Machiavelli in the 19th Century

Seeing Machiavelli through Villari

From 1877 until 1882, Pasquale Villari wrote the four volumes of what is still considered one of the definitive biographies of Machiavelli. It is also an examination of the cultural context in which Machiavelli lived and wrote. The work was dedicated to, and quickly translated into English by his wife, Linda Villari, between 1878-1883, and eagerly consumed by anglophone audiences (later translations and editions, like the one shown here, appeared into the early 20th century).

Villari's explains his choice of Machiavelli as a subject worthy of study in the preface to the work, arguing that 

"The Middle Ages had no idea of the modern State, of which the Renaissance laid the first stone, no idea of the science of politics. Theoretically, the Middle Ages admitted no difference between the conduct of the individual and of public life...The Renaissance, on the contrary, recognized, and even exaggerated this difference; Machiavelli tried to formulate it scientifically, and, by force of his new method founded political science." English edition, London: T.Fisher Unwin, 1892, vii.

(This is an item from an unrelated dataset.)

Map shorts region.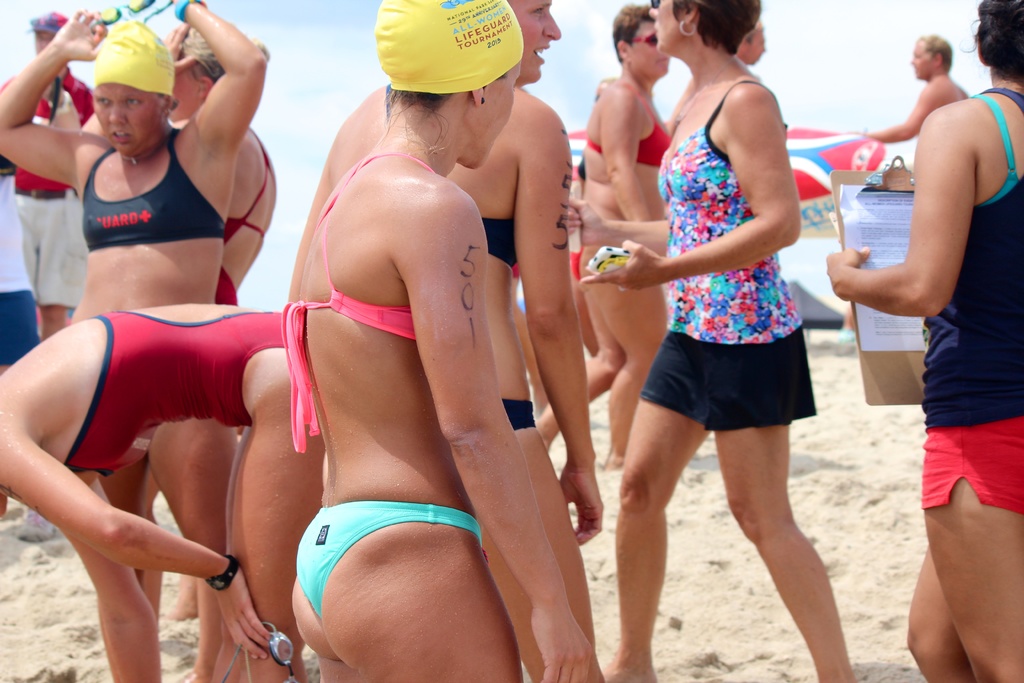
Mapped to 15/191/85/303.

This project will examine some of the factors which influenced Villari as he wrote his ground-breaking biography. Among these were the new approaches toward Modern History adopted by scholars and politicians in England, the personal connections between supporters of Italian unification and British intellectual elites, and the political actions undertaken by Villari at the same moment he was researching and writing his work on Machiavelli.